Oxford, Bodleian Library, MS. Auct. T. 4. 13, fol. 132r — opening of Discourses IV.1, On Freedom, in Greek minuscule, 11th century

Discourses, Books I–II

Reading companion and full text of Epictetus: Discourses, Books I–II, translated by W. A. Oldfather — Loeb Classical Library volume 131, first published in 1925 by Harvard University Press and William Heinemann, presenting the first two of the four surviving books of Arrian's record of Epictetus's classroom teaching, with the original Greek on facing pages, notes, and a substantial introduction to the philosopher's life and thought.

Oxford, Bodleian Library, MS. Auct. T. 4. 13, fol. 132r — opening of Discourses IV.1, On Freedom, in Greek minuscule, 11th century

Discourses, Books III–IV · Encheiridion · Fragments

Reading companion and full text of Epictetus: Discourses, Books III–IV, with the Encheiridion and Fragments, translated by W. A. Oldfather — Loeb Classical Library volume 218, first published in 1928 by Harvard University Press and William Heinemann, completing the four surviving books of Arrian's record of Epictetus's teaching and adding the Encheiridion and the principal surviving fragments, with Greek text on facing pages and editorial notes throughout.

Oxford, Bodleian Library, MS. Auct.
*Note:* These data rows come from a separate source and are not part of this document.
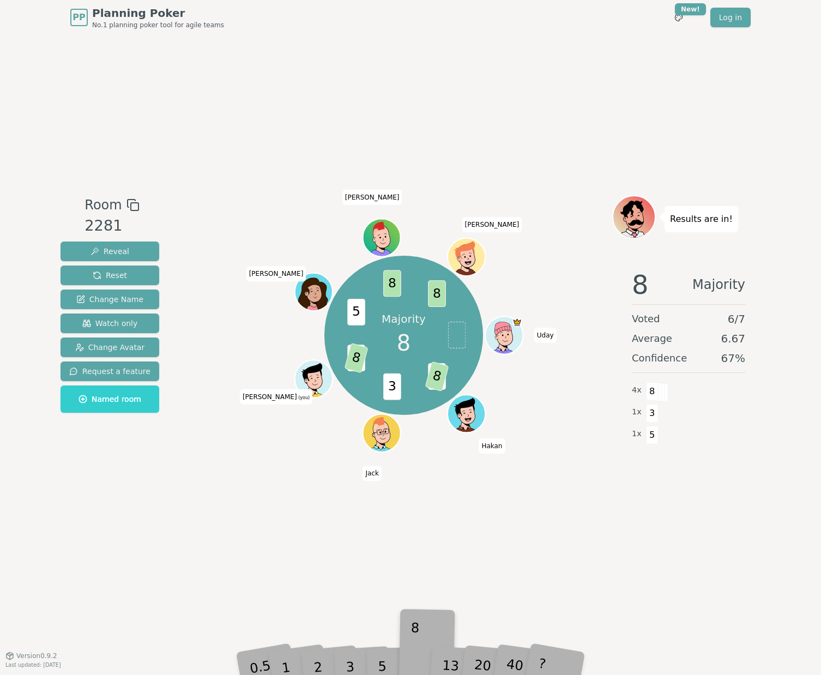 Image resolution: width=821 pixels, height=675 pixels. I want to click on span: PP, so click(78, 17).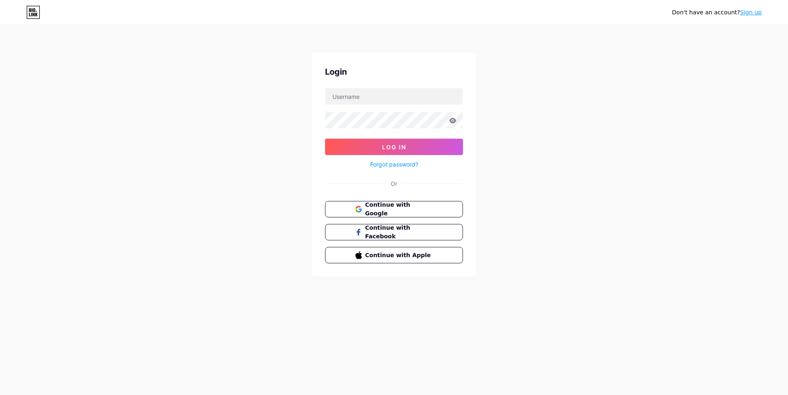 The image size is (788, 395). Describe the element at coordinates (716, 12) in the screenshot. I see `div: Don't have an account?` at that location.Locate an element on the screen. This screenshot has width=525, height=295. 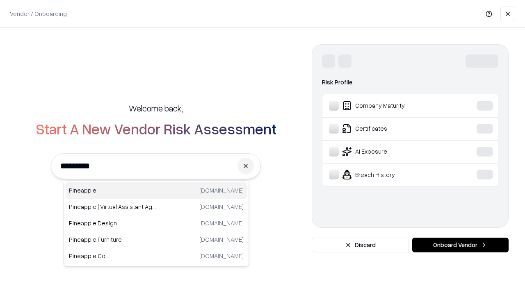
div: Suggestions is located at coordinates (156, 223).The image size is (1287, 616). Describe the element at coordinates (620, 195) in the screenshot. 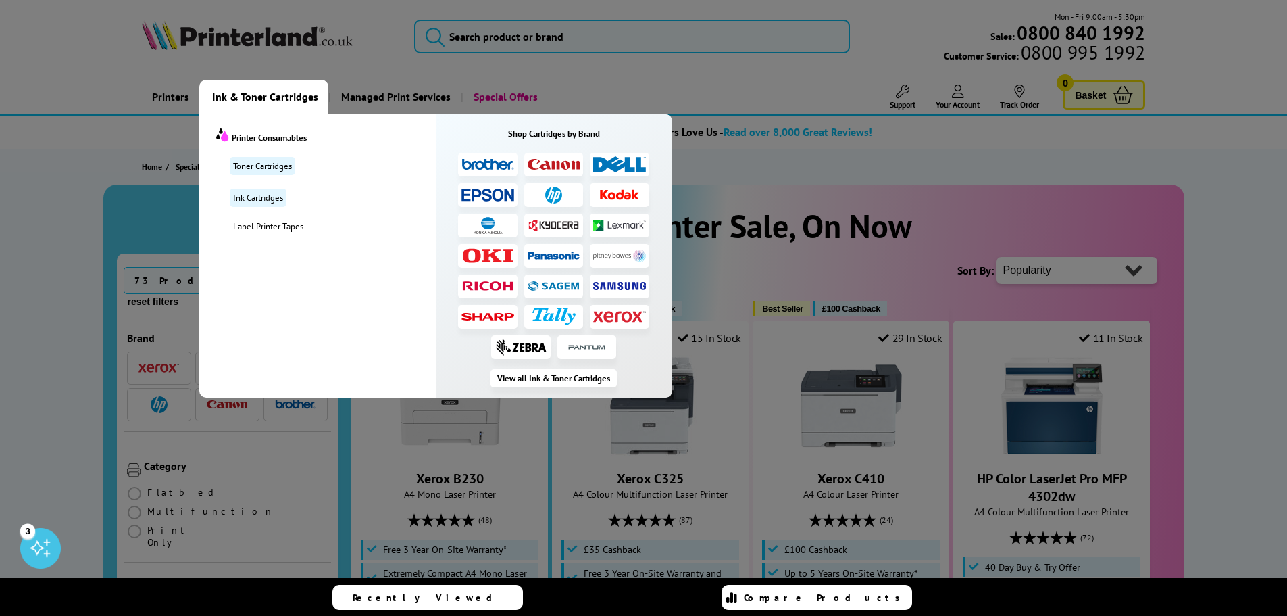

I see `img: Kodak Ink and Toner Cartridges` at that location.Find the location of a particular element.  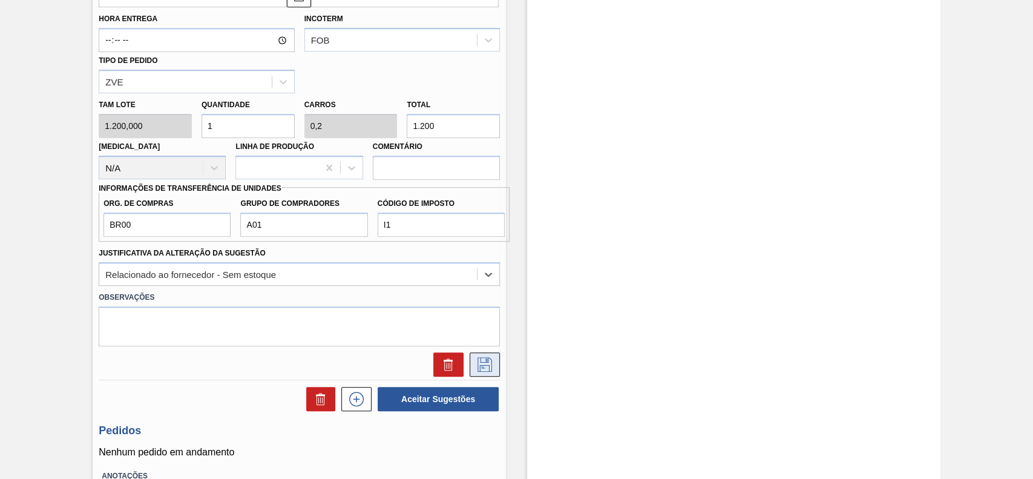

label: Incoterm is located at coordinates (324, 19).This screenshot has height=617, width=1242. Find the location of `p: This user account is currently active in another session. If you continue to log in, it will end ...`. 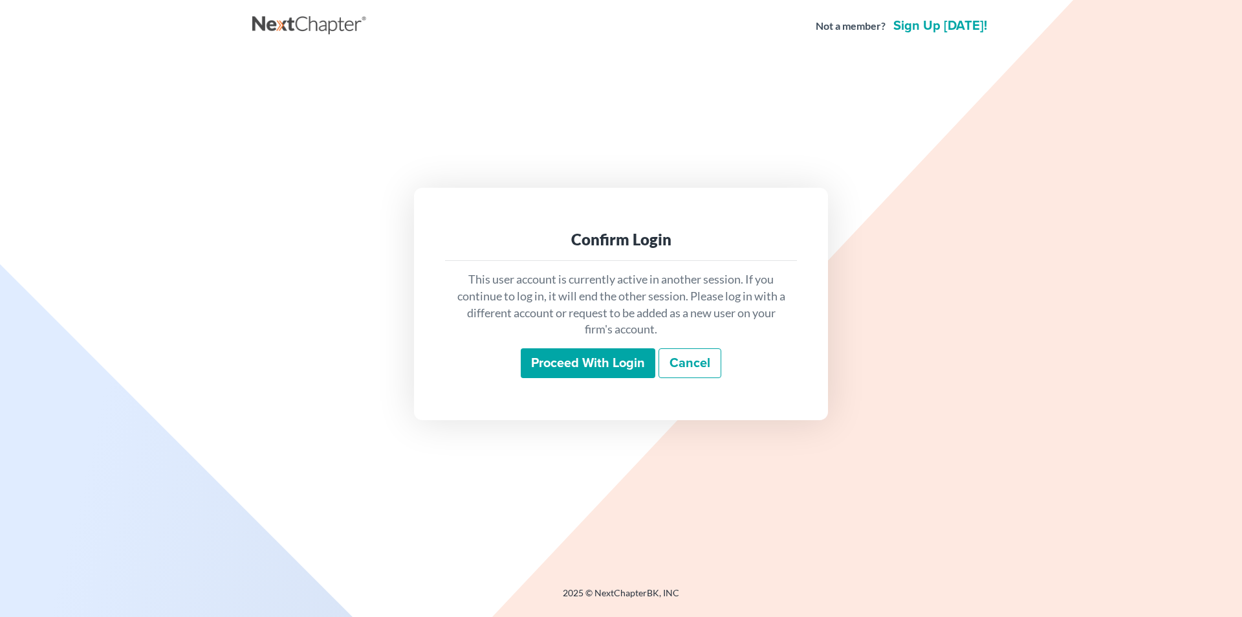

p: This user account is currently active in another session. If you continue to log in, it will end ... is located at coordinates (621, 304).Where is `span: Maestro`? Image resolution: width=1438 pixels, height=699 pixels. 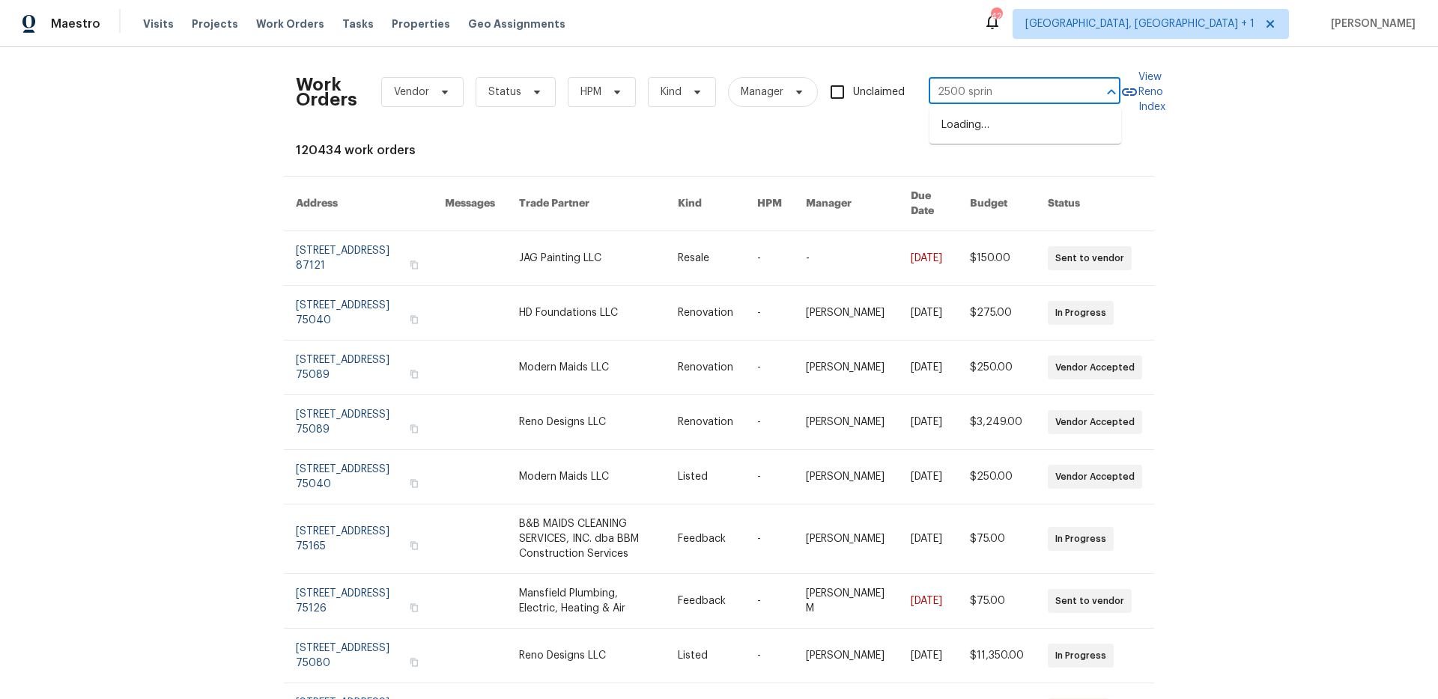 span: Maestro is located at coordinates (76, 24).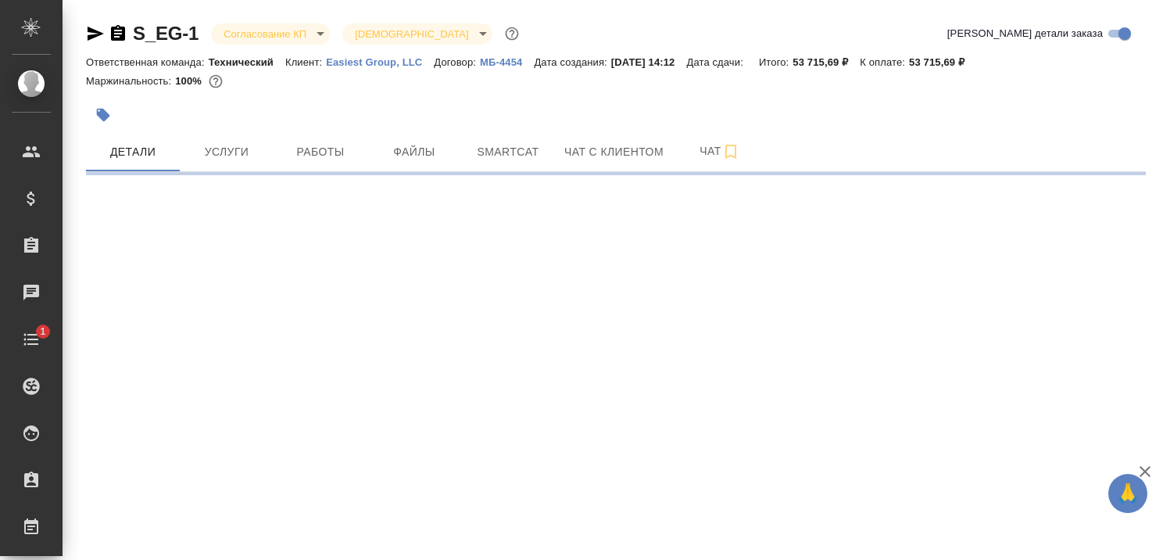 Image resolution: width=1163 pixels, height=560 pixels. I want to click on button: Добавить тэг, so click(103, 115).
T. 4. 13, fol. 132r — opening of Discourses IV.1, On Freedom, in Greek minuscule, 11th century

A Selection from the Discourses, with the Encheiridion

Reading companion and full text of A Selection from the Discourses of Epictetus, with the Encheiridion, translated by George Long — drawn from Long's complete 1877 translation and presented here in the 1890 G. P. Putnam's Sons edition, gathering the most essential of the surviving discourses alongside the complete Encheiridion, the brief handbook of Stoic principles that Arrian distilled from his teacher's classroom and that has never ceased to be read.

Brescia, Biblioteca Queriniana, ms. B.II.6 (Codex Quirinianus), fol. 1r — opening of the second collection of the Epistulae Morales, 11th–12th century

Epistles 93–124

Reading companion and full text of Seneca's Epistulae Morales ad Lucilium, Volume VI (Epistles 93–124), translated by Richard M. Gummere — the concluding portion of Seneca's great letter-collection, written in the final years of his life under Nero, addressing questions of death, virtue, the good life, the value of precepts, and the relationship between philosophy and action.

15th-century Byzantine Greek manuscript page of Aristotle's Nicomachean Ethics with a colorful decorated headpiece and cursive minuscule script.

Nicomachean Ethics

A reading companion for Aristotle’s Nicomachean Ethics — the seminal work exploring the nature of happiness and the cultivation of human excellence.